View the Design Operations Framework →
The User Journey Map
Created a single-page map that aligned Product, Engineering, and Design around the user's core actions — not team boundaries.
The problem
roadmap conversations started with "who owns this?" instead of "where does this fit in the sales rep's workflow?" Product streams and team boundaries had collapsed into the same conversation, and the user had vanished from it.
What shipped: a one-page user journey map of the deal cycle. Six lifecycle stages, the AE's actions at each, and the moments that actually advance a deal — kept to a single page so it stayed scannable in standup and critique.

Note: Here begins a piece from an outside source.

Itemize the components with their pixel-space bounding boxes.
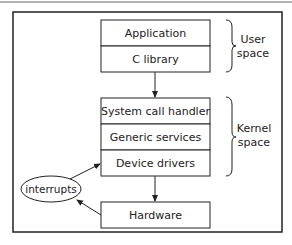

The deal cycle, the rep's view
"where in the workflow does this product stream actually live?"
Why we anchored on the AE. The AE touches every stage and inherits work from every other role. Building the system on the AE first meant every other persona's view — CSM, BDR, Sales Manager — could be derived from this one, instead of forcing six parallel frames into the same roadmap conversation from day one.
Where the AE actually spends their day
many small actions; a handful of moments that decide the deal
Why it worked
It became a shared reference for roadmap, scope, demo flow, and critique — a neutral object that no single team "owned."
What I'd do differently
- Opened critique to PM and Engineering from week one. The cross-functional value was obvious in hindsight. Gating critique to the design team for the first several months left leverage on the table for no reason but inherited habit.
- Built the user journey map in the first 60 days. Every roadmap conversation would have been cheaper from day one. I delivered it mid-tenure — too late for the alignment work it ended up doing.
- Tied the Quality Bar to product KPIs explicitly from the start. Adoption came, but slowly. Connecting bar-raising to activation and adoption metrics would have accelerated cross-functional buy-in by months.